[Haskell-beginners] Re: Classes in Polymorphic Constructors
John Smith
voldermort at hotmail.com
Mon Aug 23 15:17:18 EDT 2010
On 23/08/2010 20:28, Brandon S Allbery KF8NH wrote:
> On 8/23/10 12:12 , John Smith wrote:
>> On 23/08/2010 18:32, Ertugrul Soeylemez wrote:
>>> John Smith<voldermort at hotmail.com> wrote:
>>>
>>>> Why can polymorphic data constructors not be instantiated as a class?
>>>> (not sure if I used the right terminology there)
>>>>
>>>> For example,
>>>>
>>>> a = [1,True]::[Show]
>>>> b = "foo":a
>>>> c = map show b
>>>>
>>>> This would obviate the need for wrapper types
>>>
>>> Your type signature doesn't make sense. You are confusing type classes
>>> with types. Show is a type class.
>>
>> My question was why doesn't the type system allow classes to be used in this
>> way. It's the equivalent of a base class or interface in OO.
>
> Typeclasses are not classes, and Haskell values are not objects. In OO
> languages, objects carry around dictionaries with full details of what they
> can do. Haskell values, on the other hand, don't actually carry around
> anything; what they can do is specified by the type. If the type is (Show a
> => [a]), that means the *only* thing you can do with an (a) is to call
> (show) on it.
>
> (1) Since this is almost certainly not what you intend,
Wouldn't this be a useful feature? For example, [Show] could contain a list of values for serialising to strings, and
ditto for any other typeclass. When you say "Since this is almost certainly not what you intend", is there something
else which could be intended by such code?
> Haskell insists you
> acknowledge that by specifying the type as ([forall a. Show a => a]), making
> it explicit that the scope of (a) is limited to inside the brackets ---
> meaning that, since anything wanting to use it has to go through the
> brackets, *all* it knows is that it can invoke (show) on it.
>
> (2) Again, values are not objects --- there is no method dictionary hidden
> inside of them. Typeclass dictionaries are carried *outside* of values, as
> hidden arguments to functions that are declared with types that are
> typeclass members. Which is why you can't say (a = [1,True] :: [forall a.

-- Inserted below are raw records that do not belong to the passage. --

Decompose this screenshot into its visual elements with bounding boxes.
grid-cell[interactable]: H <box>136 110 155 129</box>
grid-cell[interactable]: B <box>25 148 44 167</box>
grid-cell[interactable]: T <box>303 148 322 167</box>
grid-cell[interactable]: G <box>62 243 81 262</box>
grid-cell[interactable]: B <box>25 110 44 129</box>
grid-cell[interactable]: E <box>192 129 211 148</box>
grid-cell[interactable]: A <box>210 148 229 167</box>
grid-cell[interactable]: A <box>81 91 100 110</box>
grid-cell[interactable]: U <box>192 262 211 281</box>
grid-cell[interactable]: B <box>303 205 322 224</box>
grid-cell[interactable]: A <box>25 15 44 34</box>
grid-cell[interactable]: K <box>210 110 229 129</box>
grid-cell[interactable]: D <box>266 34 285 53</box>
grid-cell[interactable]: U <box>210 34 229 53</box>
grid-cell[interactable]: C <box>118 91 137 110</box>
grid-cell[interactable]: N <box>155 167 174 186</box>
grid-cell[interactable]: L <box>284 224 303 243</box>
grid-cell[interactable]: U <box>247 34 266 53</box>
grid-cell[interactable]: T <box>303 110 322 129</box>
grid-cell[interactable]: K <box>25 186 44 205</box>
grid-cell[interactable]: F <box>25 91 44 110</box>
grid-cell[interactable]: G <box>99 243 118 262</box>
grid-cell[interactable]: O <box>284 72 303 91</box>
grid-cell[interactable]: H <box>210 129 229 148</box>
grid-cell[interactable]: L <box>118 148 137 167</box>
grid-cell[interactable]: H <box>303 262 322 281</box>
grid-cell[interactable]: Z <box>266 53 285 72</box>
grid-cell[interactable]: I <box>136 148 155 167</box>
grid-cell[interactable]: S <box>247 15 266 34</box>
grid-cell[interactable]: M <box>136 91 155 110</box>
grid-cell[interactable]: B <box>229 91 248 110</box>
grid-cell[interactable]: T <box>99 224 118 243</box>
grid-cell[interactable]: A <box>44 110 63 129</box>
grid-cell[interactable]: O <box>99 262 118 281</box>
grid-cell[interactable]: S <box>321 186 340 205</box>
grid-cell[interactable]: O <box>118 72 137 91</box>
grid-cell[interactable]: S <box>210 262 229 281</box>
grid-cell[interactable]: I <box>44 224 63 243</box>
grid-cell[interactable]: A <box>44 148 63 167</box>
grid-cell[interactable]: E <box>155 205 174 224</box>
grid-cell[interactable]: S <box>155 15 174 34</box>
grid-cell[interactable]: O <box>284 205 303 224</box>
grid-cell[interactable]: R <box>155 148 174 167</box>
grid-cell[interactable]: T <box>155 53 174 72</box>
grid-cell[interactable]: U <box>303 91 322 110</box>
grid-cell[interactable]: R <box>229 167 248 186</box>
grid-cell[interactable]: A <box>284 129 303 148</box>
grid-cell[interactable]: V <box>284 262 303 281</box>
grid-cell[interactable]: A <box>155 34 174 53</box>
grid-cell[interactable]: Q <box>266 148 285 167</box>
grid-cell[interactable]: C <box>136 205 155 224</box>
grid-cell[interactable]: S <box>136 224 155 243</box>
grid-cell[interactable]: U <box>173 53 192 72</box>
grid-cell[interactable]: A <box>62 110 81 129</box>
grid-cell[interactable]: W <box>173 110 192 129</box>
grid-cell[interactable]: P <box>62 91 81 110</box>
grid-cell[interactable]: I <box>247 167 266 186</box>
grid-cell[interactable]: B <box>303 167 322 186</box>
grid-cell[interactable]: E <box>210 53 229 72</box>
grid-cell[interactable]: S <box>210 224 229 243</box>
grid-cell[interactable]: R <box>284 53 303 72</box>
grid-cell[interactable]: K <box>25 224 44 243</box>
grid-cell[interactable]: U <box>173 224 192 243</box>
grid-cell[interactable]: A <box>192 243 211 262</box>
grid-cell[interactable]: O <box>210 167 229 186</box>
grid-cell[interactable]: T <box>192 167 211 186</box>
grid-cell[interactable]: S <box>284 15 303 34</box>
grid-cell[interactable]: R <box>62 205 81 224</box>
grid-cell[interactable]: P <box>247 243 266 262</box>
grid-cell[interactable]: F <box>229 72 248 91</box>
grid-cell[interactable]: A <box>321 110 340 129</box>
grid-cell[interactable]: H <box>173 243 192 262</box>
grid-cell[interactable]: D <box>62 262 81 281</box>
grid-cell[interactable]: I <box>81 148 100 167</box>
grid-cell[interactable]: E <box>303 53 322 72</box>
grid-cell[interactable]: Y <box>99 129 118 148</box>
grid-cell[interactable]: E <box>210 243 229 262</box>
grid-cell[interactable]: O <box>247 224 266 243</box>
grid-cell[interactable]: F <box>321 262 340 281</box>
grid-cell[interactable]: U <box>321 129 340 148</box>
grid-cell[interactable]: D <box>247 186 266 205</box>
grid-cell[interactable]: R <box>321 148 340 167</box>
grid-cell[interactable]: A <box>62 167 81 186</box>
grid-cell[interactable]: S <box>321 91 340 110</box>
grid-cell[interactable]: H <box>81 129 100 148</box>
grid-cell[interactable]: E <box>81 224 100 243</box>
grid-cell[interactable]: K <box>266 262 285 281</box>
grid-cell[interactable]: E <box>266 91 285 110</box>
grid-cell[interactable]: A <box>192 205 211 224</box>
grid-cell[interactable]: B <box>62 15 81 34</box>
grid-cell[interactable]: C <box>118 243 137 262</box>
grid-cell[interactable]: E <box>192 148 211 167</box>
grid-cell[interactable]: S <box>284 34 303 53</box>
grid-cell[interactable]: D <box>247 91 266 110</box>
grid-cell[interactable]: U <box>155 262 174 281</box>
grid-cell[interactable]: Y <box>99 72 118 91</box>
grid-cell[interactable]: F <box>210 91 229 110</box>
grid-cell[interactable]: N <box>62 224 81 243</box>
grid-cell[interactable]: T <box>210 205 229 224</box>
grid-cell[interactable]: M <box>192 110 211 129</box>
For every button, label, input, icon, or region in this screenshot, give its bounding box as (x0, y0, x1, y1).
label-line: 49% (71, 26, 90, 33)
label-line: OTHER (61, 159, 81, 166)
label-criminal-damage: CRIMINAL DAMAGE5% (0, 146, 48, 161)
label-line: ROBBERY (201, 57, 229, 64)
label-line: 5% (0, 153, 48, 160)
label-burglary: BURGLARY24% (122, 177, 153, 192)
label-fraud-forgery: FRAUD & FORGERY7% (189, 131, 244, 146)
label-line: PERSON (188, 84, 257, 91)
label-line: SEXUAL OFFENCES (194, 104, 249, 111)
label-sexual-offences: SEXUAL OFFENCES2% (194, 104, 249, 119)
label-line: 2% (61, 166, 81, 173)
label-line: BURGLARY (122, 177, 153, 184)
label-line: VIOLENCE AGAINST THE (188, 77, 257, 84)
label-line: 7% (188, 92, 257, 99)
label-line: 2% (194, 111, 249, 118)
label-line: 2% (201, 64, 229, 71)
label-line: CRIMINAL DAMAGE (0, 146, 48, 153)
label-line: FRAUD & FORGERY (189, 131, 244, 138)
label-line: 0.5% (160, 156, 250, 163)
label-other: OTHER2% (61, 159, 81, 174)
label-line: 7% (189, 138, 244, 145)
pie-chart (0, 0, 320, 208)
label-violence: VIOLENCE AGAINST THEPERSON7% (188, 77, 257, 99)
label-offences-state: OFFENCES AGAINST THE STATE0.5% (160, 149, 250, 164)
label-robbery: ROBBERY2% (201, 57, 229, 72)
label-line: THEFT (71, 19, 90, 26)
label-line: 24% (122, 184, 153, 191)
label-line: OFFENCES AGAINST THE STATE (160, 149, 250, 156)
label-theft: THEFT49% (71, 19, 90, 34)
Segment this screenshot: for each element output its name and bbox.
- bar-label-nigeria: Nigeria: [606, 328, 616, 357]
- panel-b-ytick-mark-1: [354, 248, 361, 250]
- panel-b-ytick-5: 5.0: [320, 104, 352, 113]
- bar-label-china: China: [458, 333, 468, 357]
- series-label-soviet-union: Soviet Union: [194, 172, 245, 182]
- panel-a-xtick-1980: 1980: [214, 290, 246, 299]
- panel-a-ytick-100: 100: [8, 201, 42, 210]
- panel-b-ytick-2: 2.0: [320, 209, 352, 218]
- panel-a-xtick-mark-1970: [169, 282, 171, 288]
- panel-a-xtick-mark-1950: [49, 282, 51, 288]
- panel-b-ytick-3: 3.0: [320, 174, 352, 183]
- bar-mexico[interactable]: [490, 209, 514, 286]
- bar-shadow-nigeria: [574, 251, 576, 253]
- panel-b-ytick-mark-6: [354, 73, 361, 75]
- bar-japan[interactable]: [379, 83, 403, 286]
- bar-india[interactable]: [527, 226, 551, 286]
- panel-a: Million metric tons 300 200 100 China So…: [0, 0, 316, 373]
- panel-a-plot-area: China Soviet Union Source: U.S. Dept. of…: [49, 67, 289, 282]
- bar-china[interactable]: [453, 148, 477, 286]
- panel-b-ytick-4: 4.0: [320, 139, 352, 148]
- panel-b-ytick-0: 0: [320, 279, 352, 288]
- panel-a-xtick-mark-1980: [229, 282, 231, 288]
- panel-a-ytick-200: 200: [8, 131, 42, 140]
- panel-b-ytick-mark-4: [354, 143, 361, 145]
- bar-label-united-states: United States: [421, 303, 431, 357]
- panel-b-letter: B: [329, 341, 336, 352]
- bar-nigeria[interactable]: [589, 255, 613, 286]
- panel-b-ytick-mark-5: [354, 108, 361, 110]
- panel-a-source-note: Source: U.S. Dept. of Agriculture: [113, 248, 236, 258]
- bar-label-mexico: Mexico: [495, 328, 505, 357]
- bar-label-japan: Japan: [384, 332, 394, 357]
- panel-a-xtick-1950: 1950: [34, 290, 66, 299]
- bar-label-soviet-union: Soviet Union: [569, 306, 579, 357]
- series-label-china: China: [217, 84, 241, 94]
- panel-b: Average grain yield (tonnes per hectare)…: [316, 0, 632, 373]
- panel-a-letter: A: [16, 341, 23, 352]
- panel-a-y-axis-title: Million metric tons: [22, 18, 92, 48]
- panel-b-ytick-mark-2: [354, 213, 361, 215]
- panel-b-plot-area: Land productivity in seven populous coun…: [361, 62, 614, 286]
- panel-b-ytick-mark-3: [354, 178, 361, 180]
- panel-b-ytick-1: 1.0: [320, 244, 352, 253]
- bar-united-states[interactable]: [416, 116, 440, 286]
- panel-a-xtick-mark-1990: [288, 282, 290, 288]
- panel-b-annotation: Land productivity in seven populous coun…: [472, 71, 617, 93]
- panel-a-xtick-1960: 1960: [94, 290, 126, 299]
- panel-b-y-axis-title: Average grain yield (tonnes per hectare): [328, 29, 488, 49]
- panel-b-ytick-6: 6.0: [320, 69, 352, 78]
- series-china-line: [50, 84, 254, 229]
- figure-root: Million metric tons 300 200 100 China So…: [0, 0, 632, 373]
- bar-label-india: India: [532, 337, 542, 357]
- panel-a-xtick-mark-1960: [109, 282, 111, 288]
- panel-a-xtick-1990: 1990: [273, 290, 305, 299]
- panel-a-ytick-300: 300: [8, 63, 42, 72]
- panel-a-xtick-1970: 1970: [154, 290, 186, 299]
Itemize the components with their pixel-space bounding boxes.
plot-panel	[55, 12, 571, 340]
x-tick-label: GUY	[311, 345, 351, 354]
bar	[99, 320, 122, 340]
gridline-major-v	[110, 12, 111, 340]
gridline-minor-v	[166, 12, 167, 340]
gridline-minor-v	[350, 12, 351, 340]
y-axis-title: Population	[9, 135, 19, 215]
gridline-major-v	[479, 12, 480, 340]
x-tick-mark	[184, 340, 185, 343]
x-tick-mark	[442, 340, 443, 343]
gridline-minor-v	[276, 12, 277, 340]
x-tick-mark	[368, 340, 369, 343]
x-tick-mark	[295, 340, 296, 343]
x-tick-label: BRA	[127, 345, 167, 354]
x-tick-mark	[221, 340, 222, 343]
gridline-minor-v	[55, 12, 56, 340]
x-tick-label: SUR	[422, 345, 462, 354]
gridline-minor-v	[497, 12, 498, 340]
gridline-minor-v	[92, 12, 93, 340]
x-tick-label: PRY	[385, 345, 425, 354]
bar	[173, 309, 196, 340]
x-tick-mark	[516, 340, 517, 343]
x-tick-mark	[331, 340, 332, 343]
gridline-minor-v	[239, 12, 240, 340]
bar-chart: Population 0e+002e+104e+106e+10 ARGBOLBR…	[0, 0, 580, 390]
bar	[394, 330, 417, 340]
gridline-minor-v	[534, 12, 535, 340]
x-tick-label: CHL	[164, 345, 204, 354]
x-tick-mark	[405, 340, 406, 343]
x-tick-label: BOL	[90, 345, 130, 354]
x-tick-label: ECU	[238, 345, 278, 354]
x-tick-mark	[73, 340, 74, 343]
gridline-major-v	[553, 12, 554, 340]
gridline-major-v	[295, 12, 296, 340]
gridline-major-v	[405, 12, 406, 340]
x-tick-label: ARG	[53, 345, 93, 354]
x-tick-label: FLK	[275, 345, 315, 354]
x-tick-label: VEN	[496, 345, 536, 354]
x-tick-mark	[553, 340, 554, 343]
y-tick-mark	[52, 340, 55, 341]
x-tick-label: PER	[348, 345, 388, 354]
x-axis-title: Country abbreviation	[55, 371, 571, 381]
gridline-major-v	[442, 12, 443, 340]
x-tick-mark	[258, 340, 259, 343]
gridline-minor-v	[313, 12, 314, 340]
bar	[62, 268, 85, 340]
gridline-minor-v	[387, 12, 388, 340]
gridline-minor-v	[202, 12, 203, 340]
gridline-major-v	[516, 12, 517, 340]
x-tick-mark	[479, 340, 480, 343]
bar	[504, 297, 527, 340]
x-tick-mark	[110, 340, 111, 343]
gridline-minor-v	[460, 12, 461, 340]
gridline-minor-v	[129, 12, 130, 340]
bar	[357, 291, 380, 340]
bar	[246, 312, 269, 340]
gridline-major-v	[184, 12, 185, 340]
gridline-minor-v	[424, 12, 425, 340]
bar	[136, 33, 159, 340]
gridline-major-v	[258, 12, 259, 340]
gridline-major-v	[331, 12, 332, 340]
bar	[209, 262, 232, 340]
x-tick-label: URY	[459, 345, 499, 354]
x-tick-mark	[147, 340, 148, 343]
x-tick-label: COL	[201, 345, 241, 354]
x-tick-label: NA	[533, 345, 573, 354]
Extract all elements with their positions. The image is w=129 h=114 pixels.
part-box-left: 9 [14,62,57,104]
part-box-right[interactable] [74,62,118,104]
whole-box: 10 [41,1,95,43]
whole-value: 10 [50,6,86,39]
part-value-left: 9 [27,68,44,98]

> Show a => a]): there's nowhere to put the dictionary in the value
> ([1,True]). This is why a wrapper is required; the wrapper provides a place
> for the hidden argument.
>
> Summary: If you want an OO language, use an OO language. Haskell isn't one.
>
> There are some outdated examples of OO extensions for Haskell that I don't
> think are maintained any more, notably "OOHaskell". They're not maintained
> due to lack of interest. If you want such a thing, you'll have to modernize
> it yourself.
I don't want OO, just for typeclasses to be usable as types in polymorphism, seeing as both are equally relevant as a
definition of constraints. (There's probably a better way to word that.)